Case:
BGH NJW 1996, 776 VI ZR 329/94 (München)
Date:
21 November 1995
Judges:
Professor B. S. Markesinis
Copyright:
Mr Raymond Young

Facts:

The claimant's big toe was fractured on the 26th January 1991. He was fitted with a leg plaster, which permitted walking, at the clinic of the former co-defendant, on the orders of the second defendant (hereafter called the defendant) who was a doctor. At the same time he was given a leaflet about what to do if there were complications with the plaster cast. It mentioned the danger of interference with blood circulation. The claimant had pressure pains and called at the outpatients department on the 6th February 1991. Small pressure marks on his heel were revealed on removal of the plaster, so no new plaster was put on, and he was given crutches instead. He then came to an appointment in outpatients on the 20th February 1991, complaining of severe calf pains. Vein thrombosis was diagnosed, which was treated in hospital, but it could not be healed operatively or with drugs, as it was several days old. The claimant sued the defendant and the former co-defendant for compensation for defective treatment and insufficient explanation.

The claim failed at both earlier instances. The claimant lodged an appeal in law but withdrew it against the former defendant. It led to quashing and reference back.

Reasons:...

II. These statements do not stand up to legal examination in the appeal in law.

1...

2. The appeal in law is correct in objecting to the fact that the appeal court did not regard an explanation to the claimant about the risk of thrombosis as necessary. According to the case law of the Senate, the doctor must give an explanation to a patient about the specific risks of a treatment if they would severely cramp his lifestyle if they were realised. These dangers include those of deep leg vein thrombosis. The appeal court obviously proceeds on this basis. It considers however that here no explanation was needed at the point in time of the treatment, because "the danger of a thrombosis from immobilisation on outpatient treatment and therefore the prophylaxis in this situation" was "admittedly under discussion but was not in any way the norm"; the patient did not need an explanation about a step which was not the medical norm. The appeal in law correctly disputes this view as erroneous in law.

The assumption of the appeal court is flawed from the outset. The appeal court takes into account according to the nature of the case that the prophylaxis for thrombosis was not yet at that time the medical norm. But the duty to explain is not about the necessity of a prophylaxis to avert the risk of thrombosis nor about whether such a step was already at that time the medical norm or not. The question of the necessity for an explanation about the risk of thrombosis is only about whether the danger of a thrombosis arising on the prescribing in outpatients of a plaster permitting walking, as here, was sufficiently known in medical circles at that time.

As the Senate decided in its judgment of the 12th December 1989, the medical duty of explanation presupposes that the particular risk concerned is known according to the state of medical experience at the point in time of the treatment (reference omitted). In any case, in cases in which, as here, alternative treatments were available, like the prescribing of crutches or of a special shoe, it is not necessary for this purpose that the scientific discussion about particular risks of a type of treatment is already closed and has led to generally accepted conclusions. It will then suffice that serious opinions in medical science indicate definite dangers connected with the treatment, which cannot be merely dismissed as insignificant outsider opinions, but must be regarded as important warnings (reference omitted). Thus in the case in question even an ongoing discussion in medical science about the dangers of thrombosis and the possibilities of combatting it by prophylaxis with drugs in outpatients would suffice to trigger the duty to explain. This is because in such cases the patient's right of self-determination requires the dangers possibly associated with the chosen treatment methods to be communicated to him, and for it at the same time to be indicated to him that such dangers can be avoided or reduced by the other treatment methods which are available.

...

III. Because of all this, the disputed judgment must be quashed in so far as it concerns the defendant, in order that the appeal court can make the necessary findings about whether and to what extent the risk of thrombosis was serious and under discussion (and in a way that the defendant could recognise) at the time of the treatment.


• _Exercise aim_: When you write the records again, keep every line exactly as it was.

• _Data for the task_:

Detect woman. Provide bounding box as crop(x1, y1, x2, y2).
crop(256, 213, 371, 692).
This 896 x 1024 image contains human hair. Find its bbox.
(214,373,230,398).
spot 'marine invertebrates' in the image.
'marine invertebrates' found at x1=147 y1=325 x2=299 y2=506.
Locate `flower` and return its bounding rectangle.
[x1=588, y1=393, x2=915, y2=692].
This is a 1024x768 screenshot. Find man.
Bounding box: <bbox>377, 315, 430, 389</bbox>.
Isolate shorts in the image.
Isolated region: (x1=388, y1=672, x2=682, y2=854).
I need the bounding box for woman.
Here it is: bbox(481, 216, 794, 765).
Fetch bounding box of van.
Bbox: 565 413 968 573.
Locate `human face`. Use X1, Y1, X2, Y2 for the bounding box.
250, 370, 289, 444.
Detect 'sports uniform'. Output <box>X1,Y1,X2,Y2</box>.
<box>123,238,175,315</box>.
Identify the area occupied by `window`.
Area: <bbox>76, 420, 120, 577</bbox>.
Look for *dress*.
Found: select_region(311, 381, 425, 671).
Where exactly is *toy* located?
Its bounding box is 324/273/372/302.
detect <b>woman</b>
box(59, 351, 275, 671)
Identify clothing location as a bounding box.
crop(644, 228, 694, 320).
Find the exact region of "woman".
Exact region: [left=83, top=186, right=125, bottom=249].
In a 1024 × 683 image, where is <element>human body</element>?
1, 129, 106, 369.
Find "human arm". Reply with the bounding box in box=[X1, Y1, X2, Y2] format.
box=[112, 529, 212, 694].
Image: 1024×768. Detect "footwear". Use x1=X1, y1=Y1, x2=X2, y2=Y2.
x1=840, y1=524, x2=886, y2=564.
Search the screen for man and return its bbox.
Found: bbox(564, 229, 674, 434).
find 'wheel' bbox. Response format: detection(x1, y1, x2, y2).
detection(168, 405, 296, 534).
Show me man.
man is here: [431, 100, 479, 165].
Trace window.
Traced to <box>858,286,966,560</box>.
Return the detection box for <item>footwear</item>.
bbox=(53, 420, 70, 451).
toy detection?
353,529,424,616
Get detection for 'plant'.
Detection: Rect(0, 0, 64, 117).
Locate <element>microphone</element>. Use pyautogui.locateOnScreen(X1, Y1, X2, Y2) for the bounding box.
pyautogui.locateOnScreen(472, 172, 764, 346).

• _Response below_:
Detect woman. Provide bounding box as crop(x1, y1, x2, y2).
crop(256, 213, 371, 692).
This 896 x 1024 image contains human hair. Find its bbox.
(214,373,230,398).
spot 'marine invertebrates' in the image.
'marine invertebrates' found at x1=147 y1=325 x2=299 y2=506.
Locate `flower` and return its bounding rectangle.
[x1=588, y1=393, x2=915, y2=692].
This is a 1024x768 screenshot. Find man.
Bounding box: <bbox>377, 315, 430, 389</bbox>.
Isolate shorts in the image.
Isolated region: (x1=388, y1=672, x2=682, y2=854).
I need the bounding box for woman.
Here it is: bbox(481, 216, 794, 765).
Fetch bounding box of van.
Bbox: 565 413 968 573.
Locate `human face`. Use X1, Y1, X2, Y2 for the bounding box.
250, 370, 289, 444.
Detect 'sports uniform'. Output <box>X1,Y1,X2,Y2</box>.
<box>123,238,175,315</box>.
Identify the area occupied by `window`.
Area: <bbox>76, 420, 120, 577</bbox>.
Look for *dress*.
Found: select_region(311, 381, 425, 671).
Where exactly is *toy* located?
Its bounding box is 324/273/372/302.
detect <b>woman</b>
box(59, 351, 275, 671)
Identify clothing location as a bounding box.
crop(644, 228, 694, 320).
Find the exact region of "woman".
Exact region: [left=83, top=186, right=125, bottom=249].
In a 1024 × 683 image, where is <element>human body</element>?
1, 129, 106, 369.
Find "human arm". Reply with the bounding box in box=[X1, Y1, X2, Y2] format.
box=[112, 529, 212, 694].
Image: 1024×768. Detect "footwear". Use x1=X1, y1=Y1, x2=X2, y2=Y2.
x1=840, y1=524, x2=886, y2=564.
Search the screen for man and return its bbox.
Found: bbox(564, 229, 674, 434).
find 'wheel' bbox. Response format: detection(x1, y1, x2, y2).
detection(168, 405, 296, 534).
Show me man.
man is here: [431, 100, 479, 165].
Trace window.
Traced to <box>858,286,966,560</box>.
Return the detection box for <item>footwear</item>.
bbox=(53, 420, 70, 451).
toy detection?
353,529,424,616
Get detection for 'plant'.
Detection: Rect(0, 0, 64, 117).
Locate <element>microphone</element>. Use pyautogui.locateOnScreen(X1, Y1, X2, Y2) for the bounding box.
pyautogui.locateOnScreen(472, 172, 764, 346).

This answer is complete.